Word of the Day
: May 23, 2019scavenger
playWhat It Means
1 chiefly British : a person employed to remove dirt and refuse from streets
2 : one that scavenges: such as
a : a garbage collector
b : a junk collector
c : a chemically active substance acting to make innocuous or remove an undesirable substance
3 : an organism that typically feeds on refuse or carrion
scavenger in Context
My uncle, a habitual scavenger and clever handyman, found a broken exercise machine left on the curb and fixed it so that it works again.
"The 34-year-old scavenger has had to work longer and harder over the past year, underlining how a drastic decline in scrap metal and commodity prices has hurt even the poor who collect discarded metal to sell to scrap yards." — Brendan O'Brien, Reuters, 4 July 2016
Did You Know?
You might guess that scavenger is a derivative of scavenge, but the reverse is actually true; scavenger is the older word, first appearing in English in the early 16th century, and the back-formation scavenge came into English in the mid-17th century. Scavenger is an alteration of the earlier scavager, itself from Anglo-French scawageour, meaning "collector of scavage." In medieval times, scavage was a tax levied by towns and cities on goods put up for sale by nonresidents in order to provide resident merchants with a competitive advantage. The officers in charge of collecting this tax were later made responsible for keeping streets clean, and that's how scavenger came to refer to a public sanitation employee in Great Britain before acquiring its current sense referring to a person who salvages discarded items.
Test Your Vocabulary
Fill in the blanks to complete a term for an activist who scavenges for free food (as in waste receptacles at stores and restaurants) as a means of reducing consumption of resources: _ r _ e _ a _.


§ Task objective: Return the following from the records below: each line, word for word, starting with the line that contains "Find the location of a particular element. The" and going on through the line that contains "The image size is (1135, 854).", with nothing outside that range.

::: Data section :::

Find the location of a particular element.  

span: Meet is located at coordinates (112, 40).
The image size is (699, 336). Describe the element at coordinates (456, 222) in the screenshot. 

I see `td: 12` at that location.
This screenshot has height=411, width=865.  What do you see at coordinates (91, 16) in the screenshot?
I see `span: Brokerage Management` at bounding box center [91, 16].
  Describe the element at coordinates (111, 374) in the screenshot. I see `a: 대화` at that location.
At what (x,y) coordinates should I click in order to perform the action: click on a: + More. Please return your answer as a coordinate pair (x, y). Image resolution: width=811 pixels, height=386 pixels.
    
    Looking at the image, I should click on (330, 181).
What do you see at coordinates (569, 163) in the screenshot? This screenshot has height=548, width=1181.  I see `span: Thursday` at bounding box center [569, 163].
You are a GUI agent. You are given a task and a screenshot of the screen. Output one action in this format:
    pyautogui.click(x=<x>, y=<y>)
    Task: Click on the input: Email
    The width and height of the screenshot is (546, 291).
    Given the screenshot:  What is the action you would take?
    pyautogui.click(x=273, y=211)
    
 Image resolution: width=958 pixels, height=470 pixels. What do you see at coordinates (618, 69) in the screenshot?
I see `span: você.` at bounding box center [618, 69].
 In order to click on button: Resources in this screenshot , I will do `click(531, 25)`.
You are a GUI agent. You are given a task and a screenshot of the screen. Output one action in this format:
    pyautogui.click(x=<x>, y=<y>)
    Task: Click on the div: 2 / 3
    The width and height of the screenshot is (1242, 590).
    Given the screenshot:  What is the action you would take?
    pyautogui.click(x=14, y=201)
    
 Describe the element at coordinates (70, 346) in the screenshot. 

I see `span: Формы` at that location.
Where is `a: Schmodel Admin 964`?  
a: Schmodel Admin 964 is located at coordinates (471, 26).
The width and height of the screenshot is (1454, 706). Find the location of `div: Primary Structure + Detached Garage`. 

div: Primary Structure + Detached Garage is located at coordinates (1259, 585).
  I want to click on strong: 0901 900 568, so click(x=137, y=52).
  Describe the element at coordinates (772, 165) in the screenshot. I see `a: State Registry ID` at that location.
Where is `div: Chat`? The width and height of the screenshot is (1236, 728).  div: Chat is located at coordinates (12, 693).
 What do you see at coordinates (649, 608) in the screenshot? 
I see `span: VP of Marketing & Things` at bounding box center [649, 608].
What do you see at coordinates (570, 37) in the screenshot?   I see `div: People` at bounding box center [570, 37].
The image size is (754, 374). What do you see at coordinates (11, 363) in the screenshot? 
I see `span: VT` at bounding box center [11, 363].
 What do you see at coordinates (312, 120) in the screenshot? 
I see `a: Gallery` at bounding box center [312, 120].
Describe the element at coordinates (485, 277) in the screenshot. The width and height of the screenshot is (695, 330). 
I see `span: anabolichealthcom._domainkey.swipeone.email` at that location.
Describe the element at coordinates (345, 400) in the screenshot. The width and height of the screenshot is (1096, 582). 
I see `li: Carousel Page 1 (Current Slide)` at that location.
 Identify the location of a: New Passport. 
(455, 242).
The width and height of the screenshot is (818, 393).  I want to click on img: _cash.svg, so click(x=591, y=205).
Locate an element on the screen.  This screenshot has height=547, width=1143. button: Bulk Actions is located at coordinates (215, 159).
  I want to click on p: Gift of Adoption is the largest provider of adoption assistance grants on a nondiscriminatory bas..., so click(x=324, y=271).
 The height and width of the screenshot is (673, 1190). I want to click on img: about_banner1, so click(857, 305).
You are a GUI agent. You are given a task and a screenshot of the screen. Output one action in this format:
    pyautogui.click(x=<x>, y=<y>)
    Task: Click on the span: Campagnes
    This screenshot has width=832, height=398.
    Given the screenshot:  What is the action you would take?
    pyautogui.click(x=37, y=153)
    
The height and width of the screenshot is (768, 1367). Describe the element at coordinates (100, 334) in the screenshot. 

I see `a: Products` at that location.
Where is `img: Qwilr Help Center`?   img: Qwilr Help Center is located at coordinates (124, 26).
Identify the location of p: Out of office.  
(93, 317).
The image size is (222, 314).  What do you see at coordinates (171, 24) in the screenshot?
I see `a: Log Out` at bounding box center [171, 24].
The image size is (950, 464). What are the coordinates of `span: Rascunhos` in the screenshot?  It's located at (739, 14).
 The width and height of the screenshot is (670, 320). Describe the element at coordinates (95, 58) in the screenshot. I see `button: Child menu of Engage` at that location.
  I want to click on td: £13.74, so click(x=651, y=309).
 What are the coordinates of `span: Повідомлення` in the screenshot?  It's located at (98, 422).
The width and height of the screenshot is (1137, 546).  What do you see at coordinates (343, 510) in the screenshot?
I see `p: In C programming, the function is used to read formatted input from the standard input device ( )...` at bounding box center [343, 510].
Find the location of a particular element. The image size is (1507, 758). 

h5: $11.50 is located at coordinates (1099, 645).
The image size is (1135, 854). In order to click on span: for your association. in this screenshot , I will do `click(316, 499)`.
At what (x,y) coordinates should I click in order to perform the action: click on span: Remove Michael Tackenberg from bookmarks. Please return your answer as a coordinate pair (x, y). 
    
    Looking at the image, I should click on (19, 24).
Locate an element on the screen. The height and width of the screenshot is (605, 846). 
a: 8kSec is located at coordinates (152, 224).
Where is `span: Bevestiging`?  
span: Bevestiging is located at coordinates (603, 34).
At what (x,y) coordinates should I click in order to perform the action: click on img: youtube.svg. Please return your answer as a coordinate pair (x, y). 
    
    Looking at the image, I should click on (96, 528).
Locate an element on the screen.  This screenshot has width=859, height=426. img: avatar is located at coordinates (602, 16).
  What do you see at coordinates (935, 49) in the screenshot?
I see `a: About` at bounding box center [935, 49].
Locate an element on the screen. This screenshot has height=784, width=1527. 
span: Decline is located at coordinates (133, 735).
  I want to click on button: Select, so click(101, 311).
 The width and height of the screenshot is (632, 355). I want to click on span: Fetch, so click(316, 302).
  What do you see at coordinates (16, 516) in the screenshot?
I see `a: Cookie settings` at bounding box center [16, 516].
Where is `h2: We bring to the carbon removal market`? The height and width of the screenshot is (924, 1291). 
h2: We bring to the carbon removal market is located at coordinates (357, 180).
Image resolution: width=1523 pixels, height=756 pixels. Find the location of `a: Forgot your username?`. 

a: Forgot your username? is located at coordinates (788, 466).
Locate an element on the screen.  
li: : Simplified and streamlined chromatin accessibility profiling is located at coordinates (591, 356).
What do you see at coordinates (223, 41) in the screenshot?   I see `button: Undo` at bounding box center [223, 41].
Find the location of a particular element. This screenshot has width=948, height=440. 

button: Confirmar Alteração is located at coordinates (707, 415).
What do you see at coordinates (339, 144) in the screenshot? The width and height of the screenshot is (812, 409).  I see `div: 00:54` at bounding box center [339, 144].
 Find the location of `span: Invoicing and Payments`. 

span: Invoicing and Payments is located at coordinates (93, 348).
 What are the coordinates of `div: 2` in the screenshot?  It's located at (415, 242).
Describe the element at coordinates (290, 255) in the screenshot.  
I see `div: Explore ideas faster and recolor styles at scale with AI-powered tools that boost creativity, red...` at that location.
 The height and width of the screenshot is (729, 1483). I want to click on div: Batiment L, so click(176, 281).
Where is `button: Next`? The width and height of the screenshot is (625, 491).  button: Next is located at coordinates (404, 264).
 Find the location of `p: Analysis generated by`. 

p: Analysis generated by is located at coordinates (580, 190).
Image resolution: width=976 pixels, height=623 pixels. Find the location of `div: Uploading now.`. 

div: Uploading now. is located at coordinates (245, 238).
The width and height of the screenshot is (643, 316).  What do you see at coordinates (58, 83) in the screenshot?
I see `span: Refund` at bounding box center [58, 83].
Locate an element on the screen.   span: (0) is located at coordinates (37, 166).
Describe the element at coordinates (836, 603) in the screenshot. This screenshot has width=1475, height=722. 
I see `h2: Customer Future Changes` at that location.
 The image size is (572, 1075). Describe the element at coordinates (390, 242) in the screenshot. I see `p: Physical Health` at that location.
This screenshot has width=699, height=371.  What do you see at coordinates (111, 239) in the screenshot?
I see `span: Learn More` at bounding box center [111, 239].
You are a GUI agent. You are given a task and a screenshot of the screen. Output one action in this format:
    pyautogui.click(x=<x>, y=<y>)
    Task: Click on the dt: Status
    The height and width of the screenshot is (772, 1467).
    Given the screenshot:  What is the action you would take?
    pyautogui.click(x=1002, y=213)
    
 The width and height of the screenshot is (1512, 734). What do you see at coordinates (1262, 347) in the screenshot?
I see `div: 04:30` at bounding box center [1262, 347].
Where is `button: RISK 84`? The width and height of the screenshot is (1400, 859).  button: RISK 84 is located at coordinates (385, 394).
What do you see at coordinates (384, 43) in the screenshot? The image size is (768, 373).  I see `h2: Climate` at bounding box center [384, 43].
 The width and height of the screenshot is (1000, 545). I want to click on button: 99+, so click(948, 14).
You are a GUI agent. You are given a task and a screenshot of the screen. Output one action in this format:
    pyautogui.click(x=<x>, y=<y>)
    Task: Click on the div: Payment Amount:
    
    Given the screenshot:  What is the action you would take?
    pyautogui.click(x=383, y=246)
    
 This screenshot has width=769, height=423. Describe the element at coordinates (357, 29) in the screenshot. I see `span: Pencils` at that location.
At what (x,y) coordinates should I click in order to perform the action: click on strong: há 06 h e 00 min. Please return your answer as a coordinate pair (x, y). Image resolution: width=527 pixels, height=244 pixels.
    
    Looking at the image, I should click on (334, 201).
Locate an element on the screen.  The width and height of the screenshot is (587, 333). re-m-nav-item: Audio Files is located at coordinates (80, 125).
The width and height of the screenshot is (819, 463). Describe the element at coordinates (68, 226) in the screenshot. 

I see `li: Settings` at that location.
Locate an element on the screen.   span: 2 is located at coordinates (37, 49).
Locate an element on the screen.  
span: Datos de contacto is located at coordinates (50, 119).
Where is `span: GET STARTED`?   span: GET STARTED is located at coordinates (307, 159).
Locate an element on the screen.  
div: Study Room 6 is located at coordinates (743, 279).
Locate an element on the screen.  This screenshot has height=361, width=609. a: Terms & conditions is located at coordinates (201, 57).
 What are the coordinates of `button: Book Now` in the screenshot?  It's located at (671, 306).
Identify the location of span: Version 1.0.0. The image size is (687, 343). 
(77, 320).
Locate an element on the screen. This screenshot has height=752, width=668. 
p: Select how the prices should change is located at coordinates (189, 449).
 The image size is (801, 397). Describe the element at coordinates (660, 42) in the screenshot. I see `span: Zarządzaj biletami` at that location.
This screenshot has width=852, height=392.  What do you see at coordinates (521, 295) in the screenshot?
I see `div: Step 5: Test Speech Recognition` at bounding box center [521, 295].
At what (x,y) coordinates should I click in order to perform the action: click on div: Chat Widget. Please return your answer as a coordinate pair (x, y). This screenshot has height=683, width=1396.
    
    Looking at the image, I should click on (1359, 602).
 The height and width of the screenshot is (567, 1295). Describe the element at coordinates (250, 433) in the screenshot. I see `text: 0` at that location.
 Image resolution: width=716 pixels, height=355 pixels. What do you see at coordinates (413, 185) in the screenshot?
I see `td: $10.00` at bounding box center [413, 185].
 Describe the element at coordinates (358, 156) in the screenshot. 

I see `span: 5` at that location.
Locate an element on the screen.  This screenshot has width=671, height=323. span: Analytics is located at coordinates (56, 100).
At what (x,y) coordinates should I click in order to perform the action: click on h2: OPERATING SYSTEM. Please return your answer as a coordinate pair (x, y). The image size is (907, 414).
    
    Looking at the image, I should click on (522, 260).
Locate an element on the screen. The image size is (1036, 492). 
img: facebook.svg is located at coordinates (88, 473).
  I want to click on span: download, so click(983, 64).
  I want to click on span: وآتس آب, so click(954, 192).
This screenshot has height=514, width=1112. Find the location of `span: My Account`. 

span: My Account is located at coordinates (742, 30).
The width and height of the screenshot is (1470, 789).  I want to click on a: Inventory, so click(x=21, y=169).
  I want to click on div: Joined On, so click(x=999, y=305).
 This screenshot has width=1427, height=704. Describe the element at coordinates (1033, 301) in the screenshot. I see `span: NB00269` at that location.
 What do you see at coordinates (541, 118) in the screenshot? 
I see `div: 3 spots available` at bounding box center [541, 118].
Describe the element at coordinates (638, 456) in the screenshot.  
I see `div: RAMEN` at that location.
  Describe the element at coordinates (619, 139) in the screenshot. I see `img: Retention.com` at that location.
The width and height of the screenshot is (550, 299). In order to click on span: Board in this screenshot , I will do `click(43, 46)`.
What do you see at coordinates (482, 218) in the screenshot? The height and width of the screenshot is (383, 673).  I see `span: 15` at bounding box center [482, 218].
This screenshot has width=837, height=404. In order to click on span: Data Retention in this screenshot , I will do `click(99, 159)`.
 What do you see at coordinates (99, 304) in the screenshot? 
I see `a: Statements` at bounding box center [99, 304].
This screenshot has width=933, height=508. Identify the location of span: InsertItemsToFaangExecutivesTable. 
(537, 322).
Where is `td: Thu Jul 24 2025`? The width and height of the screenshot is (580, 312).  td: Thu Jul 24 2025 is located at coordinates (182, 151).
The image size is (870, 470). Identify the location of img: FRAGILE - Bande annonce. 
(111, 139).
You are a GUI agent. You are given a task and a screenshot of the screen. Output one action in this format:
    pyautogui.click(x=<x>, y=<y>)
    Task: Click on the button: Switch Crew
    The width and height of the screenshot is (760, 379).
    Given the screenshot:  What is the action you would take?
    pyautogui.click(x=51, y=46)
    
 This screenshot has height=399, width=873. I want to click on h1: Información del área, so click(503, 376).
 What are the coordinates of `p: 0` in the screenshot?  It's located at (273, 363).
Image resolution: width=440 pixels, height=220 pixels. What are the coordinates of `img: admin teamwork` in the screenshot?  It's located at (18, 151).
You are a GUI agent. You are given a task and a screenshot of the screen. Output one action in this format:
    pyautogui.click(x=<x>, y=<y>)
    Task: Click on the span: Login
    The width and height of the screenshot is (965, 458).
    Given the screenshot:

:::

§ Exercise output:
Find the location of a particular element. The image size is (1507, 758). 

h5: $11.50 is located at coordinates (1099, 645).
The image size is (1135, 854). In order to click on span: for your association. in this screenshot , I will do `click(316, 499)`.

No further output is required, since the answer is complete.